Tuesday, 6 November 2012

Format and Layout


Format and layout of sections of Argument

6 sections – 6 1000 word mini essays

The main ideas behind the essay:

What has the Leveson enquiry highlighted? What will change if anything because of it, how does the media sector go on from here? How has this affected the role of investigative journalism for the future?

1.       Media vs. Media –

 

·         How do the media reflect, comment, regard, and publicise itself?

·         What image does it aim to produce about itself?

·         How it engages with the public?

·         Does it create interpretations to give to the public?

·         Media portrayal

 

2.       Media in the public eye – Ethics or protocol?

 

·         How has the industry changed its common day practises towards ethics over the years?

·         Past ethical concerns or occurrences? What has changed to force the Leveson Inquiry into the public eye, Public? Media itself?

·         Is there a reluctance to accept responsibility, or practice of the code of ethics religiously?

 

3.       Leveson; an inquiry or a media-political debacle

 

·         Media – public relationship

·         Was the inquiry a smokescreen to keep the overall image safe, the view of disdain from public to media, how strong is the relationship between media – politics, a technicality to protect THAT image

·         Protection of overall industry by uncovering and commenting on one major event publicly – relate to past occurrences

·         How did the inquiry effect the overall image – public surveys/polls

 

4.       Allegations vs. Truth

 

·         How has the Leveson Inquiry unfolded allegations, and turned them into the understood truth?

·         Can the media reporting on itself be held as truth, was the investigation fully independent of insiders, or could it have been submitted to cover ups?

·         How did particular aspects of what was being investigated come to be alleged and brought into the media spotlight – use examples

 

5.       A solution r a formality?

 

·         How was the inquiry into media ethics fundamentally motivated

·         Does it delve into a much wider social problem with journalism – link to N.O.W not one journalist

·         Can the media hold on to its roots of seeking the truth objectively?

6.       Investigative journalism – a practise, or an excuse?

 

·         Overview – lead in – Can you be truly investigative as a journalist without being intrusive

·         Where does that line between intrusive cross to being unethical?

·         How do ethics affect the journalistic notions of seeking the truth?

Focus on Leveson

·         How has the Leveson Inquiry changed the way investigative journalism can be practiced – will all investigative routes be seen as unethical? Will anything change at all?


* PROBLEM DETAILS *
An exact transcription of every entry is required. Images are not part of it.

* SUPPLIED DATA *
□ □ □
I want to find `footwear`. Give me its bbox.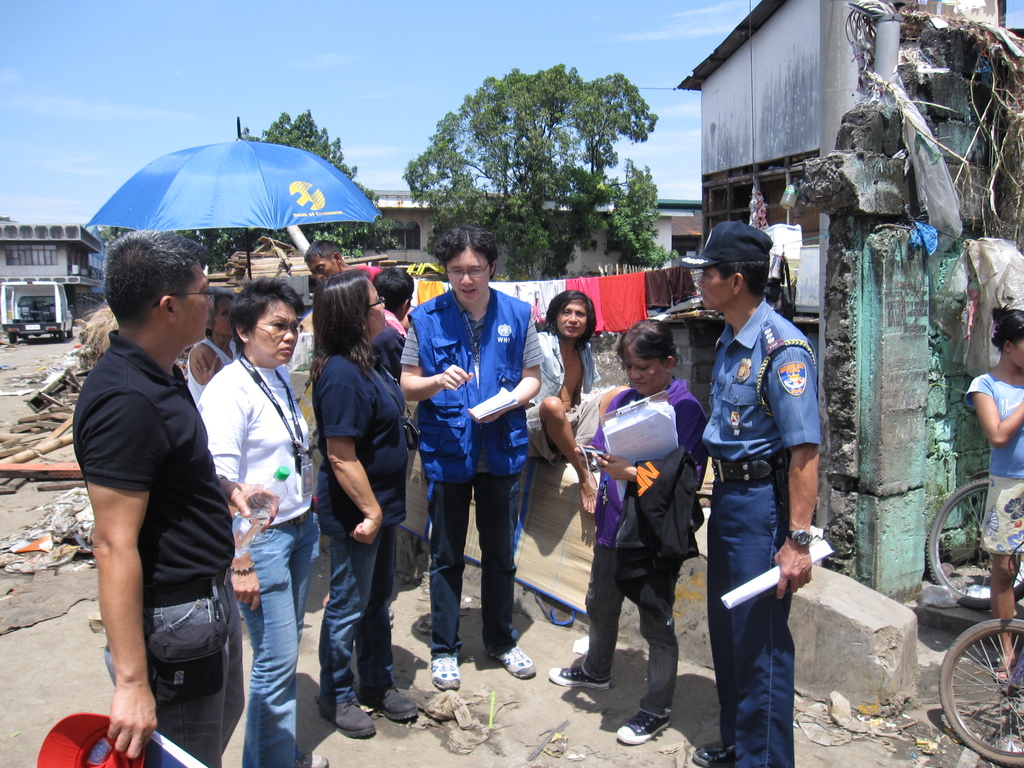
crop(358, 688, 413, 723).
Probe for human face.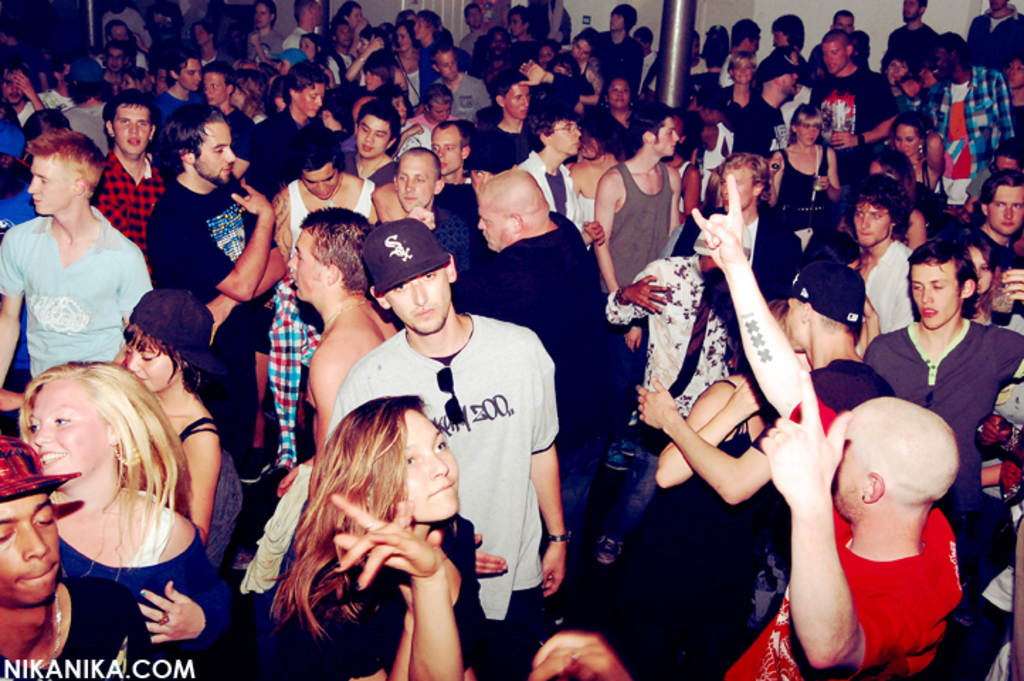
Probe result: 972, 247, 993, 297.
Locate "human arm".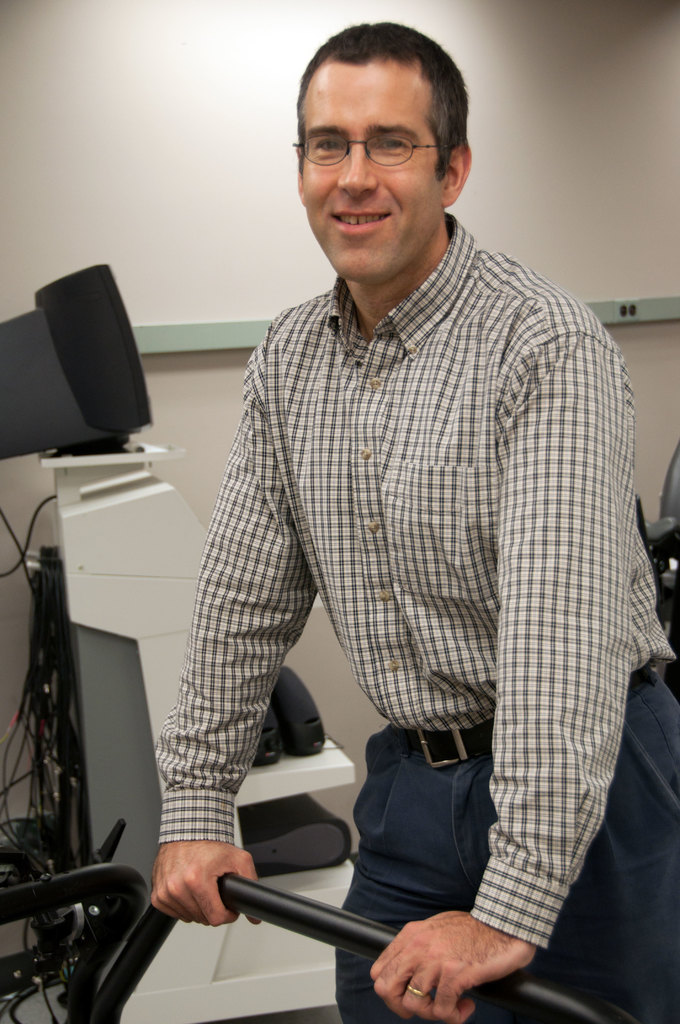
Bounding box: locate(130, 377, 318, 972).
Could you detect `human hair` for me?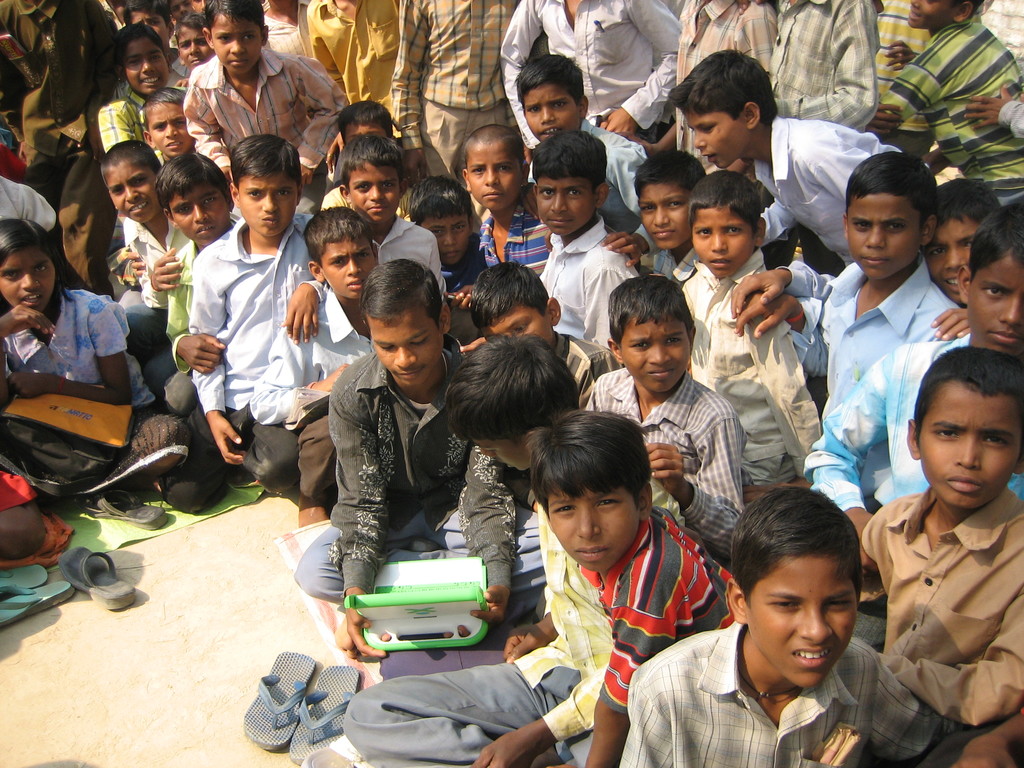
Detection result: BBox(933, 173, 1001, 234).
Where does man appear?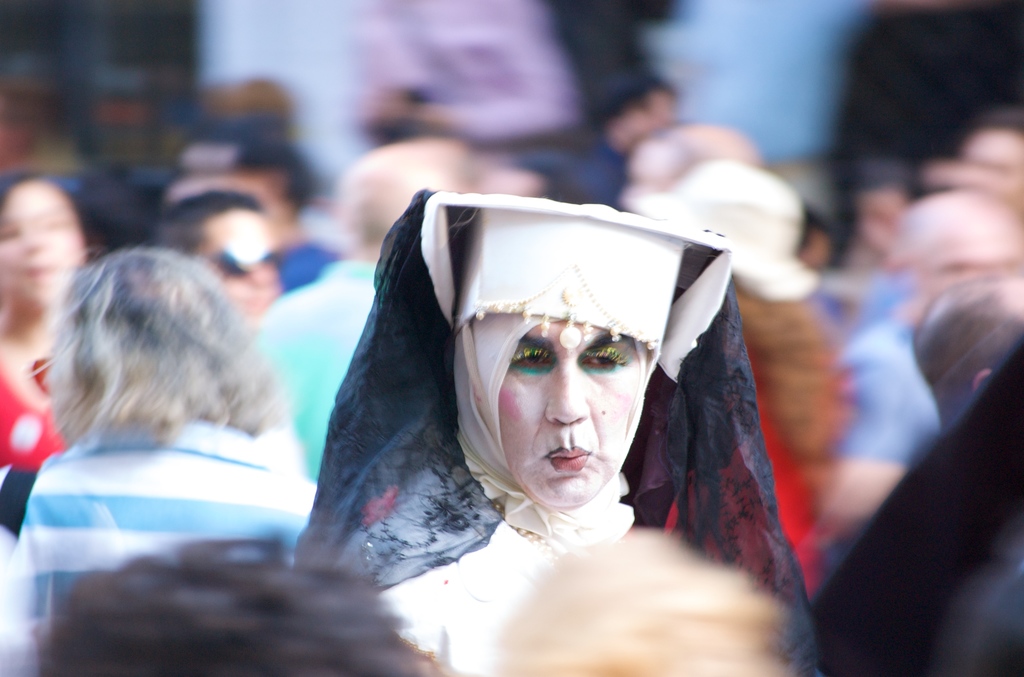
□ □ □
* TASK RESULT *
I want to find `footwear`. Give me its bbox.
crop(358, 688, 413, 723).
Probe for human face.
Probe result: 972, 247, 993, 297.
Locate "human arm".
Bounding box: locate(130, 377, 318, 972).
Could you detect `human hair` for me?
Detection result: BBox(933, 173, 1001, 234).
Where does man appear?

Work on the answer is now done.